The problem, dating back to McCrary's days at Wake Forest University, has been harnessing that energy. A lack of discipline and a propensity for making key mistakes kept him on the bench for the first three years of his NFL career, but this season he has taken over as the starting right end and played well.
"Michael's a guy that's 100 miles an hour all the time," Seahawk Coach Dennis Erickson said. "He's 250 pounds - he probably shouldn't be playing in this league. He's just a scrapper. . . . He fights like heck. He makes plays. We can't get him out of the lineup.
"Before, he'd sometimes go in the wrong direction when he went 100 mph. He might end up in the stands instead of making a play. What he's done now is taken how he plays and become more disciplined with it."

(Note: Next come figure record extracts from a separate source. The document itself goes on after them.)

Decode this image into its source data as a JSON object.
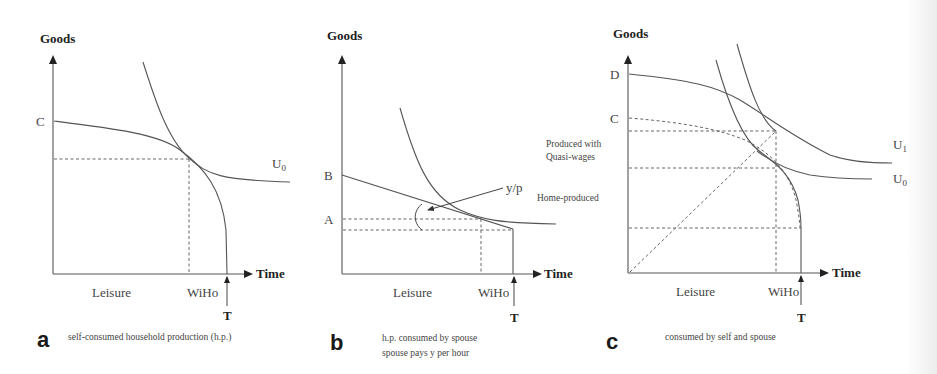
{
  "figure": {
    "panels": [
      {
        "id": "a",
        "letter": "a",
        "caption_lines": [
          "self-consumed household production (h.p.)"
        ],
        "y_axis_label": "Goods",
        "x_axis_label": "Time",
        "leisure_label": "Leisure",
        "wiho_label": "WiHo",
        "t_label": "T",
        "point_labels": [
          {
            "text": "C",
            "role": "production-frontier-intercept"
          }
        ],
        "curve_labels": [
          {
            "text": "U",
            "sub": "0",
            "role": "indifference-curve"
          }
        ],
        "annotations": []
      },
      {
        "id": "b",
        "letter": "b",
        "caption_lines": [
          "h.p. consumed by spouse",
          "spouse pays y per hour"
        ],
        "y_axis_label": "Goods",
        "x_axis_label": "Time",
        "leisure_label": "Leisure",
        "wiho_label": "WiHo",
        "t_label": "T",
        "point_labels": [
          {
            "text": "B",
            "role": "budget-line-intercept"
          },
          {
            "text": "A",
            "role": "consumption-level"
          }
        ],
        "curve_labels": [],
        "annotations": [
          {
            "text": "y/p",
            "role": "budget-line-slope"
          }
        ]
      },
      {
        "id": "c",
        "letter": "c",
        "caption_lines": [
          "consumed by self and spouse"
        ],
        "y_axis_label": "Goods",
        "x_axis_label": "Time",
        "leisure_label": "Leisure",
        "wiho_label": "WiHo",
        "t_label": "T",
        "point_labels": [
          {
            "text": "D",
            "role": "combined-frontier-intercept"
          },
          {
            "text": "C",
            "role": "home-production-intercept"
          }
        ],
        "curve_labels": [
          {
            "text": "U",
            "sub": "1",
            "role": "higher-indifference-curve"
          },
          {
            "text": "U",
            "sub": "0",
            "role": "lower-indifference-curve"
          }
        ],
        "annotations": [
          {
            "text": "Produced with",
            "role": "region-label"
          },
          {
            "text": "Quasi-wages",
            "role": "region-label"
          },
          {
            "text": "Home-produced",
            "role": "region-label"
          }
        ]
      }
    ]
  }
}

Or, according to McCrary, "I've learned how to play in the scheme instead of just running wild, running around with my head chopped off."
To McCrary, the best part of his field-goal block, far greater than the rush of attention he received, is that his parents were in the stands to witness it.
"It's great, because my parents have always backed me up, and for them to enjoy some of my success was great," he said. "I was more happy for them than myself. My mom was going crazy the whole time. My dad's cool, real quiet, but he showed some emotion, which is unlike him. That pretty much made me more excited than the play, to see my parents excited."
But after soaking up about 48 hours of kudos, McCrary claims he's put the play behind him.
"You can only be happy for a day, and then you have to deal with what is at hand the next week," he said. "The last thing I can do is sit here and just relive that moment."
McCrary's life has another, far weightier moment, that he can use as his legacy.